Stitching Together Magazines and Textiles, Popular El Paso Artist Hangs First Museum Show at CAMH

Stitching Together Magazines and Textiles, Popular El Paso Artist Hangs First Museum Show at CAMH

'This Body is Not a Fortress #5,' 'Tacuche #4,' and detail of 'America Is Woven of Many Threads #1' (images courtesy of the artist and Company Gallery, New York)

HOUSTONIANS WILL LIKELY remember El Paso-born artist Troy Montes Michie from two group shows at Contemporary Arts Museum Houston (CAMH): Outside the Lines (2013) and Stonewall 50 (2019), which was inspired by the 1969 Stonewall riots and emergence of the LGBT civil rights movement. Now 37, Montes Michie’s first solo museum exhibition, Rock of Eye — a visually dazzling and politically provocative collection of collages, drawings, and mixed-media works, including a 40-foot-long collage inspired by the “Chicana matriarchs” in his family — opens at CAMH Friday, Sept. 23.


“Political” may be too narrow a word to describe Montes Michie’s art, but the stereotypical and fetishized representation of Latino and Black people in pop culture, including fashion and pornography, history books, and art museums, is a recurring theme in his work, with collage being his main tool for scrambling the mind’s-eye of the viewer. Montes Michie’s awareness of the power of collage goes back to his childhood in El Paso, and its amalgamation of Mexican and American culture. Billboards, movie posters, comic books, and Lowridermagazine influenced Montes Michie’s early drawing techniques, while also inspiring him to explore and share a broader narrative of his culture and ethnicity. (Montes Michie identifies as both Latino and Black.)

The exhibit’s title refers to the technique of tailoring a garment by eschewing the use of measuring tape and just eyeballing the drape in the fitting process. With that in mind, Rock of Eye includes Montes Michie’s recent zoot suit sculptures — bizarre yet beautifully designed, long-tailed jackets made from fragments of clothing and tailored to the artist’s measurements. The suits evoke the infamous 1943 Los Angeles Zoot Suit riots when, for 10 days, white servicemen and policemen, under the pretense of wartime patriotism, beat and stripped Mexican-Americans, Blacks, and Filipino-Americans dressed in zoot suits, a fashion statement originated by Blacks in Harlem and strongly connected to jazz culture.

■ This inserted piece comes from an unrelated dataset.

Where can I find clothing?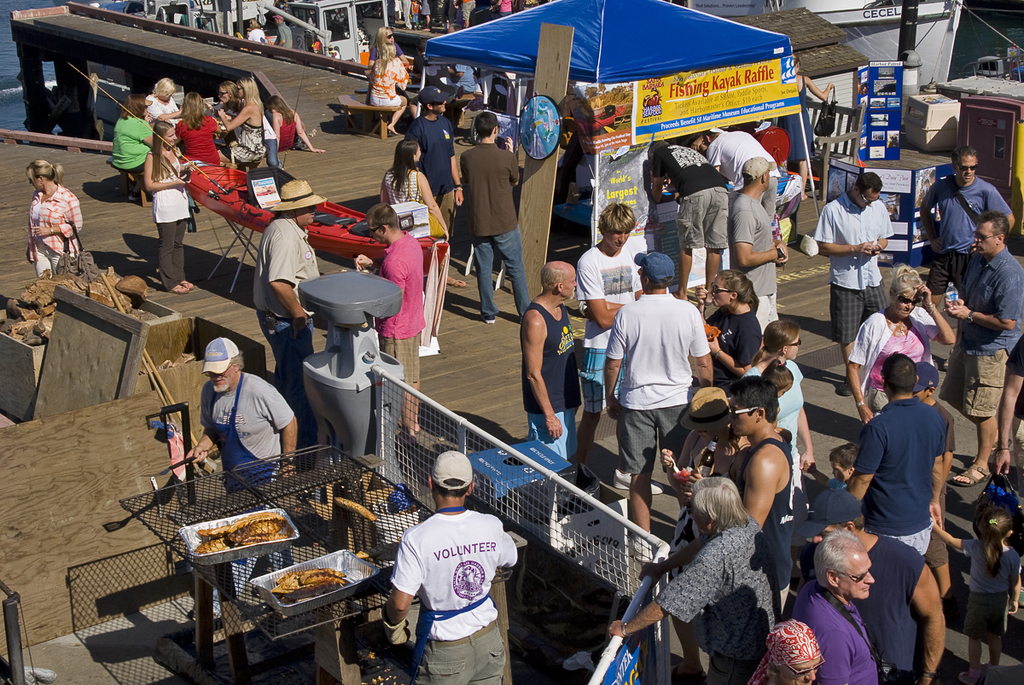
You can find it at left=392, top=502, right=519, bottom=684.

Rock of Eye is on view through Jan. 23, 2023.

Our Favorite Restaurants Now!

Gulf Red Snapper at The Annie

These CityBook partners are among the best eateries in the most deliciously diverse city.

Keep Reading Show less
Food

Lilith's Lullaby cocktail (photo by Angie Cavazos)

TO QUOTE THE wee one in Poltergeist: “They’re baaaaack!” Houston’s beloved gothic and girl-powered pop-up The Cursed Cauldron returns Friday, Oct. 4 to Aero Cocktail Co. in River Oaks. The new Aero Cocktail Co. will host the pop-up Tuesdays through Saturdays, from 4pm-12am, and Sundays 2pm-10pm. To help contribute to the spooky (and fun) vibe, visitors are invited to “don their magical attire;” kohl eyeliner and black nail polish are strongly recommended.

Keep Reading Show less
Food

A Page Parkes model during the fashion show

HOUSTON CITYBOOK’S INFAMOUS “Sexy Party,” presented by Indigo Auto Group in celebration of the magazine’s annual “Sexy Issue,” drew a fun crowd to EaDo’s Chapman & Kirby bar and event space.